The weather was warm and breezy and the speakers were inspiring at UC Santa Cruz’s 2013 commencement celebrations, which attracted throngs of well-wishers and myriad speakers. More than 4,600 students received degrees across the weekend.
The sun was out, and celebrants – and even some of the graduating students – wore fresh-flower leis. Audience members waved hand-made signs and displayed messages printed on oversized helium baloons. On Friday afternoon, during the commencement celebration for graduate students, one young woman, carrying her infant son, cheered so loudly for her graduating sister that the baby woke up and started crying.
“It’s OK, sweetie,” she said to the startled, sobbing baby. “We were only shouting because we were happy!”
Commencement ceremonies honored 4,195 candidates for bachelor degrees for work completed in the arts, engineering, humanities, physical and biological sciences, and social sciences. Spring candidates for bachelor degrees total 2,579, according to the UC Santa Cruz registrar's office. Another 1,616 completed coursework in the summer, fall, or winter quarters.
UCSC's Class of 2013 is filled with students who are ready to make a difference in the world — and, in many cases, already have. Consider the stories of these four graduates: • Emerson Glassey • Juan Ledesma • Elizabeth Devitt • Carson Watts
There were many inspirational moments across the weekend. Among them: watching high-performing astronomy graduate students getting “hooded” by the likes of University Professor of Astronomy and Astrophysics Sandra Faber, listening to the inspirational remarks of U.S. Rep. Donna Edwards at the College Eight commencement, and watching a new generation of Slug alumni throw their caps high in the air.
During her keynote address at Oakes College on Saturday, Audries Blake, daughter of founding Oakes College provost Herman Blake, told graduates to dream big and never give up. As one of her illustrations, she talked about “short” basketball players who had to work extra hard to win the confidence of their “height-dominant” teammates.
She also referred to the story of her father and his dream of a UCSC college that would welcome and encourage “underrepresented students … typically not seen within academia or the UC system.”
“If you were to look into his background,” she continued, “there would be no way it would seem possible that he could do what has been done. Born before the civil rights movement began, he was poor, black, from a single-parent home with few options for the future.”
But Herman Blake was ambitious. “He loved to read, and had a voracious appetite for all things," said Audries Blake, development assistant at UCSC's Division of Social Sciences. "Freedom was within education, and what my father received, he was determined to bring … to any person of color, any person from within impoverished communities, any person marginalized by society’s expectations or demeaning categorizations. Freedom was within education. He was here for a purpose.”
“And, here you are today, sitting where he wanted you to be, where he saw you, prepared for the moment where you would walk out into the world, educated, equipped with the knowledge that occurs when you engage your mind in scholarship, and experience the transformation that occurs as a result. You are about to take everything that you have attained and lead the way for so many.”
Kresge College graduates gave a standing ovation to commencement speaker Megan Kostecka, a graduating Kresge senior who found a compassionate, healing community at UCSC after a horrific experience on the East Coast.
After being beaten viciously by a mugger while enrolled in Boston University, she returned to her home in California. Kostecka decided to go back to college "and learn how to be a functioning 18-year-old again." She applied to all nine UC campuses for admission. UC Santa Cruz not only told her 'yes.' She even received a personal voice mail from the university: "we are rooting for you."
"You may not have known it," Kostecka told the crowd, "but your compassion and kindness brought me back to life. Looking into the crowd I see a multiplicity of races, genders, personalities, and majors, yet I know we share one common virtue: compassion ... I do not know the causal relationship between compassion and UCSC. I don’t know if simply belonging to this community makes you a more caring individual or if we recruit students who excel in active empathy. Whatever the origin, I am certain that it is this capacity to identify with and value other human beings that truly makes us one of kind."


> _WHAT YOU WILL DO_
Filter these records by the string "Risk", copying each line that holds it.

> _DATA FOR ANALYSIS_
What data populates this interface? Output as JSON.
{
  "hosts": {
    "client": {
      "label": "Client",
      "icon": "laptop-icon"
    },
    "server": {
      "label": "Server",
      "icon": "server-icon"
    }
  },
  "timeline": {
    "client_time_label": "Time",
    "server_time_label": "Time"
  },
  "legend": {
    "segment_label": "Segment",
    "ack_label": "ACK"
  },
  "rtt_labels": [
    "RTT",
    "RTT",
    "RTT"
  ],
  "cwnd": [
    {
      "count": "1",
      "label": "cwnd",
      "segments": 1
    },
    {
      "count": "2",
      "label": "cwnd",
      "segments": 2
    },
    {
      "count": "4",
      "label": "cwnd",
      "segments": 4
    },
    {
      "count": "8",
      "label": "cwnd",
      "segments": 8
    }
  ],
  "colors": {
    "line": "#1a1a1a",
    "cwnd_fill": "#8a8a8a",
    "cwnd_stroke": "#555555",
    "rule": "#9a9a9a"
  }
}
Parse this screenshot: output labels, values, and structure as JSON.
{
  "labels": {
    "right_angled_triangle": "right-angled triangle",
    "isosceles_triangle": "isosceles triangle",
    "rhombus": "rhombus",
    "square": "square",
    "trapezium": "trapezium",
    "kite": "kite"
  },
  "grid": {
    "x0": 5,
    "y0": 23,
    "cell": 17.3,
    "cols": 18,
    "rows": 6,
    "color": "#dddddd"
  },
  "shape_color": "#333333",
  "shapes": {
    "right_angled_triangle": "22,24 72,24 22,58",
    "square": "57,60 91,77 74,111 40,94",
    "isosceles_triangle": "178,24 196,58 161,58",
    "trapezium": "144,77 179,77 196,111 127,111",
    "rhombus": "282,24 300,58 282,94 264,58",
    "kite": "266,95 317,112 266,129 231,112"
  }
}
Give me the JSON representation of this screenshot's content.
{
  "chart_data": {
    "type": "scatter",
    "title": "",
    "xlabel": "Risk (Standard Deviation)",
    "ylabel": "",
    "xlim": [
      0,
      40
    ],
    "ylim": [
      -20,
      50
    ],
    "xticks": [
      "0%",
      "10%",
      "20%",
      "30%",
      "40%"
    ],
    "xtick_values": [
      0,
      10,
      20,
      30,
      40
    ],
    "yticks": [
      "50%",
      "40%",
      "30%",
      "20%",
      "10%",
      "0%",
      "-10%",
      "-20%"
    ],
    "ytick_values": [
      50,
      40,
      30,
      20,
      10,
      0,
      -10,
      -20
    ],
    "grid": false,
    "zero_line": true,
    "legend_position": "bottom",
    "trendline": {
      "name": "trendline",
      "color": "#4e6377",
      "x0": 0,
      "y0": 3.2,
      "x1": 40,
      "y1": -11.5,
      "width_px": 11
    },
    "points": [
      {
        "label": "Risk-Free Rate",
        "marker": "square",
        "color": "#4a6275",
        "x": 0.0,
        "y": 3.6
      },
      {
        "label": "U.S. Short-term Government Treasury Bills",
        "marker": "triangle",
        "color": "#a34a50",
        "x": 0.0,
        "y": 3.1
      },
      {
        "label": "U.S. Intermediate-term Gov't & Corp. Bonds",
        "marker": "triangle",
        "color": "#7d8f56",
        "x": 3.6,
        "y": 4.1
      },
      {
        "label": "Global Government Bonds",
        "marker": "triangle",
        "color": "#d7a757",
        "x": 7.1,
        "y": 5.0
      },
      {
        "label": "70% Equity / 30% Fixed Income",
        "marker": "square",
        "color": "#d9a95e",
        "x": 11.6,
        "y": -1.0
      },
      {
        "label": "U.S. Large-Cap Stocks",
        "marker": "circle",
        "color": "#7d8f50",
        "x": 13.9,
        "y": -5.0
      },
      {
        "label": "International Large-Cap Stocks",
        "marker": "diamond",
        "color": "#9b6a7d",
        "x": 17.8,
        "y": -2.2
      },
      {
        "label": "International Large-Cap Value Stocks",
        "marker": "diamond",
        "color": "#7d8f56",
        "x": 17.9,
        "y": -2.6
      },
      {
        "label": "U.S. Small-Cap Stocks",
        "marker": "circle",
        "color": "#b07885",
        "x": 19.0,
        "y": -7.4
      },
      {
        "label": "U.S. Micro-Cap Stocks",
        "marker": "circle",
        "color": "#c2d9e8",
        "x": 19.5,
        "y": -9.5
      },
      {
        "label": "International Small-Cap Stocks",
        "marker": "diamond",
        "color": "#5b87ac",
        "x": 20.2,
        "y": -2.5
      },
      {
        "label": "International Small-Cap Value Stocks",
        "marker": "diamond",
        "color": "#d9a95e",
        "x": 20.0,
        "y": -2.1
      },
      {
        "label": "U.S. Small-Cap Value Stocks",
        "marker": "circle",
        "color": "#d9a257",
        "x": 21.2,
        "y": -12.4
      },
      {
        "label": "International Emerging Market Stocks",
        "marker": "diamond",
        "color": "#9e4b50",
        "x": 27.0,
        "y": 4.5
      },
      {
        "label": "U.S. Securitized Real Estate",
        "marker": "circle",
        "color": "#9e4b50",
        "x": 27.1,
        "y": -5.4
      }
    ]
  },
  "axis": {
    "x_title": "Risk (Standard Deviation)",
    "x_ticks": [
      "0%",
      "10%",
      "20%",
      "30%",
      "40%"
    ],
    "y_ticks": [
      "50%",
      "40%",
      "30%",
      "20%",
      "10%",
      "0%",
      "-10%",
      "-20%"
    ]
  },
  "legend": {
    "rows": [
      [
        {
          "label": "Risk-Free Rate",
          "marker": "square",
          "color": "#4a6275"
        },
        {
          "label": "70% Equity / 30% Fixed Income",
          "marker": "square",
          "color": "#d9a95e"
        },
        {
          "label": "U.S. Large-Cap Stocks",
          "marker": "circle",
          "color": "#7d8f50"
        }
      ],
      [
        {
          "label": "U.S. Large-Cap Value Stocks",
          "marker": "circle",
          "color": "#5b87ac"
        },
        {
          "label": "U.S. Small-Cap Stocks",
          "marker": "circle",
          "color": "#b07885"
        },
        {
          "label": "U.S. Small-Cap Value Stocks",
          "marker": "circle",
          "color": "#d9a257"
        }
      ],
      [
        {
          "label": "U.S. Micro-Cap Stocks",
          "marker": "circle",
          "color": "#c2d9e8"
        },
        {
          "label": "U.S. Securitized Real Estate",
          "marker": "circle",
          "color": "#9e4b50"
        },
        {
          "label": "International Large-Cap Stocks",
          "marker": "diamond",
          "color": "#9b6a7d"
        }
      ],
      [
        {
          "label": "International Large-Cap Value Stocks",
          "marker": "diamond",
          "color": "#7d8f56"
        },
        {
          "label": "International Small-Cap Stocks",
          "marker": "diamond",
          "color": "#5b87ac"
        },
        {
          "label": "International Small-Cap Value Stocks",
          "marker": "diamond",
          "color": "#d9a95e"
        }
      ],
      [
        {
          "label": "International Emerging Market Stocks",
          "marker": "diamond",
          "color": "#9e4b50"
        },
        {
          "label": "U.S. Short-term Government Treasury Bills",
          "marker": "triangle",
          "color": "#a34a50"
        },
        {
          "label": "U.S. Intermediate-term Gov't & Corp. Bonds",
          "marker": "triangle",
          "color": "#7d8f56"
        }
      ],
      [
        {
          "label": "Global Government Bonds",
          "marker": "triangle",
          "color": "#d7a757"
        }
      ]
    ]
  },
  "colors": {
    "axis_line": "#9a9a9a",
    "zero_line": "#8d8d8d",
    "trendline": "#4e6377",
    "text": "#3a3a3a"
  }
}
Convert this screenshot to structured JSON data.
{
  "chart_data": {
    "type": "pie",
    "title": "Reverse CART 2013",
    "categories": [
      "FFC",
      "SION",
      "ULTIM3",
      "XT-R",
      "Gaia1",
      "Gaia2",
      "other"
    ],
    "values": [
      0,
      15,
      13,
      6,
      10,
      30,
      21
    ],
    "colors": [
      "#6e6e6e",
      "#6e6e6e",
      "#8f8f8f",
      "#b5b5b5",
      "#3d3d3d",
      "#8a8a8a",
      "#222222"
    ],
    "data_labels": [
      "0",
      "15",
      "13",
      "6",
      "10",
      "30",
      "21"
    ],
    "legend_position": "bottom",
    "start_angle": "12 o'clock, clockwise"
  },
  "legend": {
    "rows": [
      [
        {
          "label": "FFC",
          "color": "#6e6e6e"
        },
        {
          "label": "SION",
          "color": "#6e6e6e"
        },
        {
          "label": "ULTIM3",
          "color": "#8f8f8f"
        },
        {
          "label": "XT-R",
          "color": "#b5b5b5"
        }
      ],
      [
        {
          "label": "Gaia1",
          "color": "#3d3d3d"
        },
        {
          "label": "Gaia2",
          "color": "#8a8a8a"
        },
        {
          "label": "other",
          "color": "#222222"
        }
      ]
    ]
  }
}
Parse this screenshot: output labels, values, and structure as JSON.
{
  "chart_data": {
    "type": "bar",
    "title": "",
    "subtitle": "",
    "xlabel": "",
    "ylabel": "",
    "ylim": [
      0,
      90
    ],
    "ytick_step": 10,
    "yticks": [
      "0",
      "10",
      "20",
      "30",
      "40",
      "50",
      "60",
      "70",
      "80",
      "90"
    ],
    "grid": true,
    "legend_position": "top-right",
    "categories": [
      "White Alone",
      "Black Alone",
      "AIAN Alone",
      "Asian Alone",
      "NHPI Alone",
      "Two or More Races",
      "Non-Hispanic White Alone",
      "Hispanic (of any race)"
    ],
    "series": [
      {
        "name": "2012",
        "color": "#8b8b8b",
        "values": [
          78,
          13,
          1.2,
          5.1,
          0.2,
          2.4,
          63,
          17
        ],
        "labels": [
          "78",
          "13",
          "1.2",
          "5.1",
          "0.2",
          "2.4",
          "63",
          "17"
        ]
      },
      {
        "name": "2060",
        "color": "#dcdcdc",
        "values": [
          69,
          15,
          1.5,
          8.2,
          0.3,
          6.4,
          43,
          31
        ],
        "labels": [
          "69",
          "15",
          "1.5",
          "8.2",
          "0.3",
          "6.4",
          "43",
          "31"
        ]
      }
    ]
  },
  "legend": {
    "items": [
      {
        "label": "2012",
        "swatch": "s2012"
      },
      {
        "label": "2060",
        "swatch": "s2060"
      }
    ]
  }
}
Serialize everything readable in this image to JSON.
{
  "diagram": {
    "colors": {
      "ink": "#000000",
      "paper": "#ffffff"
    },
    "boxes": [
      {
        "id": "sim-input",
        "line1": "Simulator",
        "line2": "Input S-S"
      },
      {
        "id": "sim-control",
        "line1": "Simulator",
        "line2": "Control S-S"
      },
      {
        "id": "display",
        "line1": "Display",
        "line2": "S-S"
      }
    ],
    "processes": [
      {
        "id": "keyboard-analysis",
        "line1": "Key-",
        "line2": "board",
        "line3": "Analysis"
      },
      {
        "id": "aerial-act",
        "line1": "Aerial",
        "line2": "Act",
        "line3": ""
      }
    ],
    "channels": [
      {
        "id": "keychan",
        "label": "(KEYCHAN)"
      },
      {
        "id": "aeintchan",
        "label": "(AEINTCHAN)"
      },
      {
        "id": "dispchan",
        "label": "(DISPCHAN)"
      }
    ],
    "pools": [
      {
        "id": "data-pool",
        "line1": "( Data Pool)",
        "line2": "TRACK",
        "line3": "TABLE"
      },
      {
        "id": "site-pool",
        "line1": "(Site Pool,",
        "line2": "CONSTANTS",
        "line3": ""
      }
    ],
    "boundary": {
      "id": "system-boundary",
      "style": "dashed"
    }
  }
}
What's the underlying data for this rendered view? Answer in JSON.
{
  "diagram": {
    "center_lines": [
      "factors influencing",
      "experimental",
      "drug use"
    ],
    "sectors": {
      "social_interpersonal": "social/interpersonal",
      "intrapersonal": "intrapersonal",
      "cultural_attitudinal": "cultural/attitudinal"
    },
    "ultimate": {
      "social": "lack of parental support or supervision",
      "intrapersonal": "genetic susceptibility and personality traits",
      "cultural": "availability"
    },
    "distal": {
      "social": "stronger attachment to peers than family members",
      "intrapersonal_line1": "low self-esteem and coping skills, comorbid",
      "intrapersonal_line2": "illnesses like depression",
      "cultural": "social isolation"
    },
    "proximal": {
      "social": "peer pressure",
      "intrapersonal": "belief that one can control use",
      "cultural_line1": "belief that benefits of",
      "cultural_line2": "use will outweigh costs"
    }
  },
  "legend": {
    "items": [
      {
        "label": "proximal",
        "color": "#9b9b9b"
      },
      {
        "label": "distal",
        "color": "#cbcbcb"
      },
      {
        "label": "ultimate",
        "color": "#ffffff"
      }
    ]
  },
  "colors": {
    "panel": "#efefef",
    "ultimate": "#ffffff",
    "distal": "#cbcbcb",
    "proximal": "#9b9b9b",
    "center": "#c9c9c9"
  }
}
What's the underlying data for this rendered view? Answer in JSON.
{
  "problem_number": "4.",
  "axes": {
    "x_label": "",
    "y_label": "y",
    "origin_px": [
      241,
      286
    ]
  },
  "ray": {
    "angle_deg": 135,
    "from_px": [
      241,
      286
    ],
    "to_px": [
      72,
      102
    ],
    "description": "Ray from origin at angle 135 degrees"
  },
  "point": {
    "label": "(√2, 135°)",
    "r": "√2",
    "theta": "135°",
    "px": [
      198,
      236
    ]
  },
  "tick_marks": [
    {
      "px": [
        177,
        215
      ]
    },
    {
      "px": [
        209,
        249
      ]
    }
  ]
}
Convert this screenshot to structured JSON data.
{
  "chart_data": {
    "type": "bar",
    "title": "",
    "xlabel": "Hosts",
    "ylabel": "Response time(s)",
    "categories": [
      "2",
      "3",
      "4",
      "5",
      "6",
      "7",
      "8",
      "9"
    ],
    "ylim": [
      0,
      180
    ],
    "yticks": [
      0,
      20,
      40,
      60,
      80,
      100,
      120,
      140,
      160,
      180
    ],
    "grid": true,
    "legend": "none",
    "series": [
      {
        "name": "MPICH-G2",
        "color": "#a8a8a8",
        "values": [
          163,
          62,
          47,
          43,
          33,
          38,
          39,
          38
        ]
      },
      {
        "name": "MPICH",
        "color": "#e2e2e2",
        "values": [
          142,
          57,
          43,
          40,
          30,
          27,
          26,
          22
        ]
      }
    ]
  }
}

> _SOLVED PROBLEM_
    "xlabel": "Risk (Standard Deviation)",
        "label": "Risk-Free Rate",
    "x_title": "Risk (Standard Deviation)",
          "label": "Risk-Free Rate",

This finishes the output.